With higher amplifier gain, inherent noise and drift became new problems. She repeatedly adjusted component parameters and tried different filter networks, often spending most of the day at a time.

Liu Li was responsible for the probe's mechanical structure and coil winding. Lacking a dedicated frame, she found a short piece of nylon rod with good insulation and carefully machined a coil core herself on a lathe. Using a roll of thin enameled wire, she held her breath and manually wound the measuring coil, turn by turn. Even a slight tremor of her hand could cause the coil to become uneven, affecting its sensitivity.

"How many circles have we gone around?" Zhou Wei asked as he came over.

"I've wound almost a thousand turns, my hands are about to cramp up." Liu Li didn't look up, focusing intently on the work in her hands. "Wrap it tighter, increase the inductance, and the signal will be stronger."

The wound coil needs to be fixed on the bracket and aligned with the position of the analog spindle. Without a precision adjustment mechanism, Liu Li used the most basic method—shielding thin copper sheets and adjusting it little by little by hand, using a multimeter to monitor the minute changes in inductance and find the optimal sensing distance.

Zhou Wei wasn't idle either. Based on the preliminary circuit parameters provided by Sun Mei and the coil inductance value measured by Liu Li, he continuously revised his control algorithm model. "The upper limit of the response frequency of your probe is probably not too high. I need to adjust the frequency adaptation range in the algorithm. Don't expect it to handle too high frequency vibrations."
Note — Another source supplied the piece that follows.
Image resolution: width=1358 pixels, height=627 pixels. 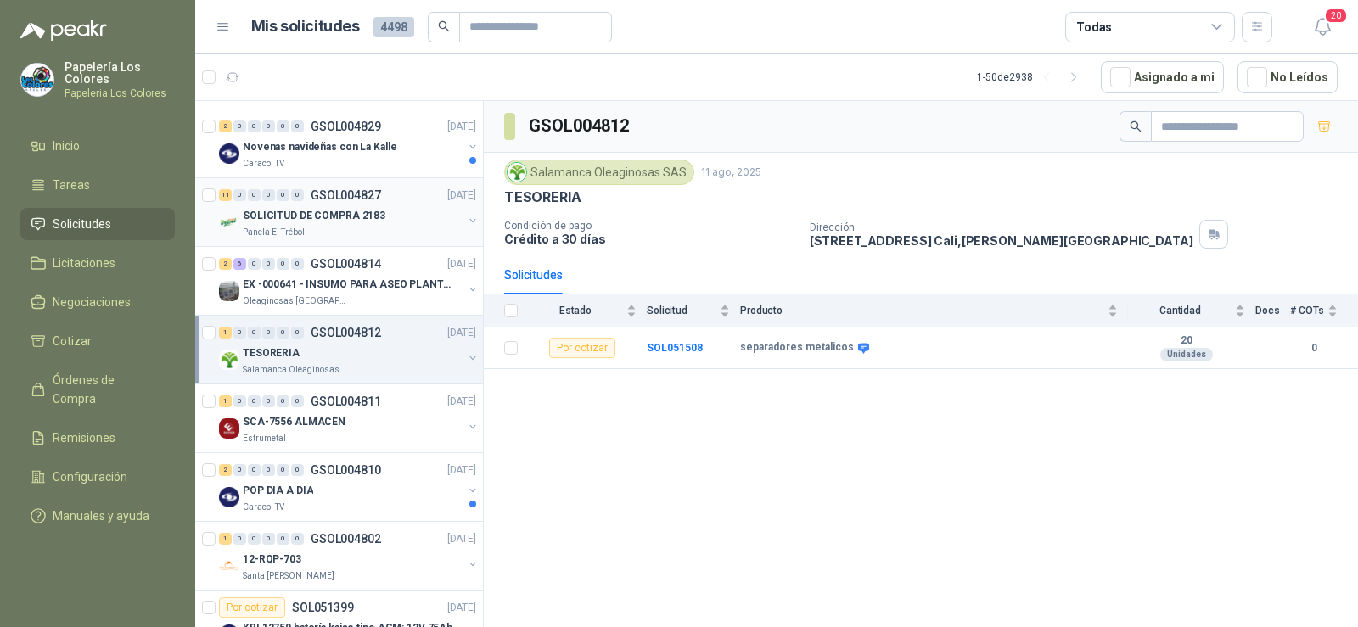 What do you see at coordinates (1162, 77) in the screenshot?
I see `button: Asignado a mi` at bounding box center [1162, 77].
The first joint debugging session was a complete disaster. With the power on, the oscilloscope displayed nothing but noise; there was almost no visible signal related to vibration. The slightest breeze or someone walking by would cause the waveform on the oscilloscope to jump wildly.

"The electromagnetic interference is too severe!" Sun Mei pointed to a section of burr that had suddenly appeared. "There are so many motors and relays in the lab; they're all sources of interference!"

“The mechanical installation isn’t stable enough; it’s a bit shaky, and the baseline is drifting.” Liu Li was checking the probe bracket.

Problems kept piling up. The three of them huddled around the rudimentary device, checking the circuitry, tightening screws, adding shielding, changing the grounding... When something failed, they analyzed the cause, adjusted the solution, and tried again.

Countless failures and countless sleepless nights passed. Finally, late one night, after Sun Mei adjusted the bias resistor of the last stage of the amplifier circuit, the previously chaotic baseline on the oscilloscope screen began to rise and fall clearly and regularly as the analog spindle (the device with the eccentric wheel) rotated!

"I've got it! Look!" Sun Mei's voice trembled.

Liu Li and Zhou Wei immediately came over. Although the signal amplitude was not large and the waveform was somewhat distorted and mixed with noise, the clear periodic changes synchronized with the rotation speed undoubtedly proved that their makeshift inductive probe could indeed "sense" the vibration!

"We did it! We got it working!" Zhou Wei slapped his thigh excitedly.

Liu Li breathed a long sigh of relief, looking at the pulsating waveform, a relieved smile appeared on her face, even though her eyes were bloodshot.

This rudimentary probe, cobbled together from enameled wire, nylon rods, discarded transistors, and countless hours of painstaking work, may not be as powerful as a professional sensor, but it is like a crude yet crucial key that has forcibly opened a crack leading to the next step.